I absolutely loved John Madden. Growing up in the 80s and 90s, Madden was an interval part of the growing NFL brand to youngsters like myself. I can remember watching these football games that my father loved, but for me, I was waiting to see what John Madden would say and what he would diagram with the telestrator. Madden gave every game life through his work in the broadcast booth. He had the type of personality that you just wanted to hang out with. He was an inspiration, an American gem, and he inspired me as well much later on.
We were Giants fans back then. That’s the New York football Giants my Dad would always remark. Phil Simms was the quarterback and Lawrence Taylor was the otherworldly defensive menace terrorizing other teams. I can remember sitting watching them play the Dallas Cowboys and Madden just taking over the show. Pat Summerall would try to keep the big guy in bounds, but there was very little he could do. You’d hear a “Boom” there and then the telestrator would start going, and before you knew it, you were smiling or laughing…or in other words enjoying the game.
I wonder if Madden would survive in today’s NFL world… Today, the NFL is pretty woke, with social justice slogans on helmets and messages written out in the end zone. We’ve also seen that the NFL is unbelievably bad handling controversy and scandal. Madden loved football and he had no problem criticising a player that went over the line. I can remember hearing him say something to the like of, “What the heck is that guy doing? You can’t hit that guy that far after the whistle. That’s a penalty every time. What a bonehead!” Would that fly today? I suspect not.
The world is different now and those old days are just that. When hearing that the old coach passed, I saw some video footage of his team playing in the Super Bowl. Almost every clip showed a play that would have been flagged for unnecessary roughness today. All of those guys would have been tossed. There aren’t many like Madden anymore. Perhaps the only coach close would be Belichick in New England.

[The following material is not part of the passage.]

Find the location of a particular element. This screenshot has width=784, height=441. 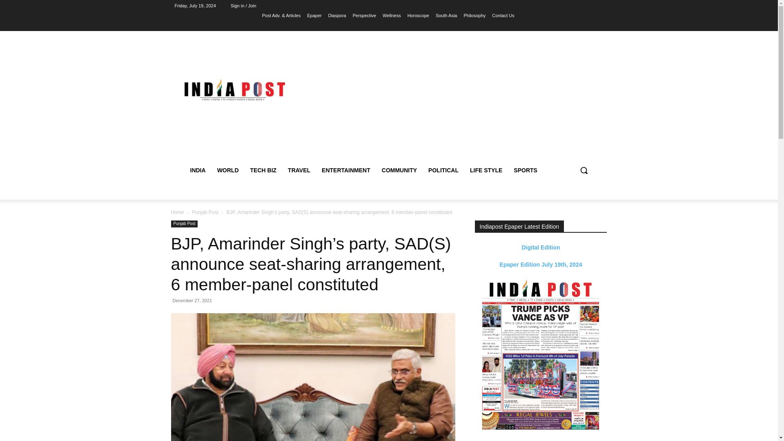

Punjab Post is located at coordinates (205, 212).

About seven years ago (maybe more…), I was working at the University and they were looking for someone to sit in and be the color commentator for a men’s basketball game. I played in college, so my name got brought up. When the offer was thrown my way, I panicked. I can’t do this. Talking about a game with my family and friends is one thing. Talking about a game for strangers to enjoy…that’s a whole different ball game. I took a day to truly think about it. John Madden and Bill Walton were my two inspirations to say, yeah, I’ll give this a try.

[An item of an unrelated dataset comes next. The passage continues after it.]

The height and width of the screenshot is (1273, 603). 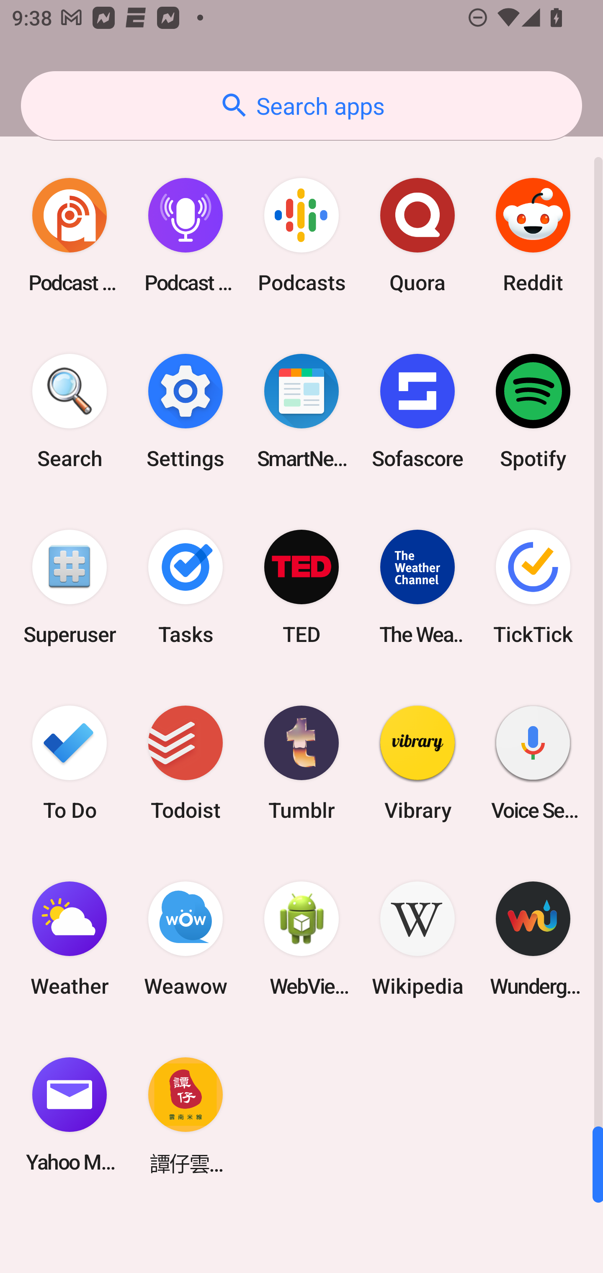 What do you see at coordinates (70, 939) in the screenshot?
I see `Weather` at bounding box center [70, 939].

Madden and Walton brought a joy to the games that I think is sorely missed now. Sports unite us, give us an escape, and show that through hard work, steady improvement, passion, dedication, and teamwork…so many cool things are possible. Madden recognized that and made sure that the viewers and listeners at home knew that this was all enjoyment of the culture of the nation. We work hard, we work together, and we have fun doing it. You can find all of John Madden’s achievements with a simple search, but I loved the guy for the personality he was.
Tough couple of weeks for the good guys of America. Scott and Erik do their best to keep their chins up as they go through the stories and try to see the silver lining in the clouds. The Pope gets the win in this one, while the boys also discuss why the Gaby story caught fire.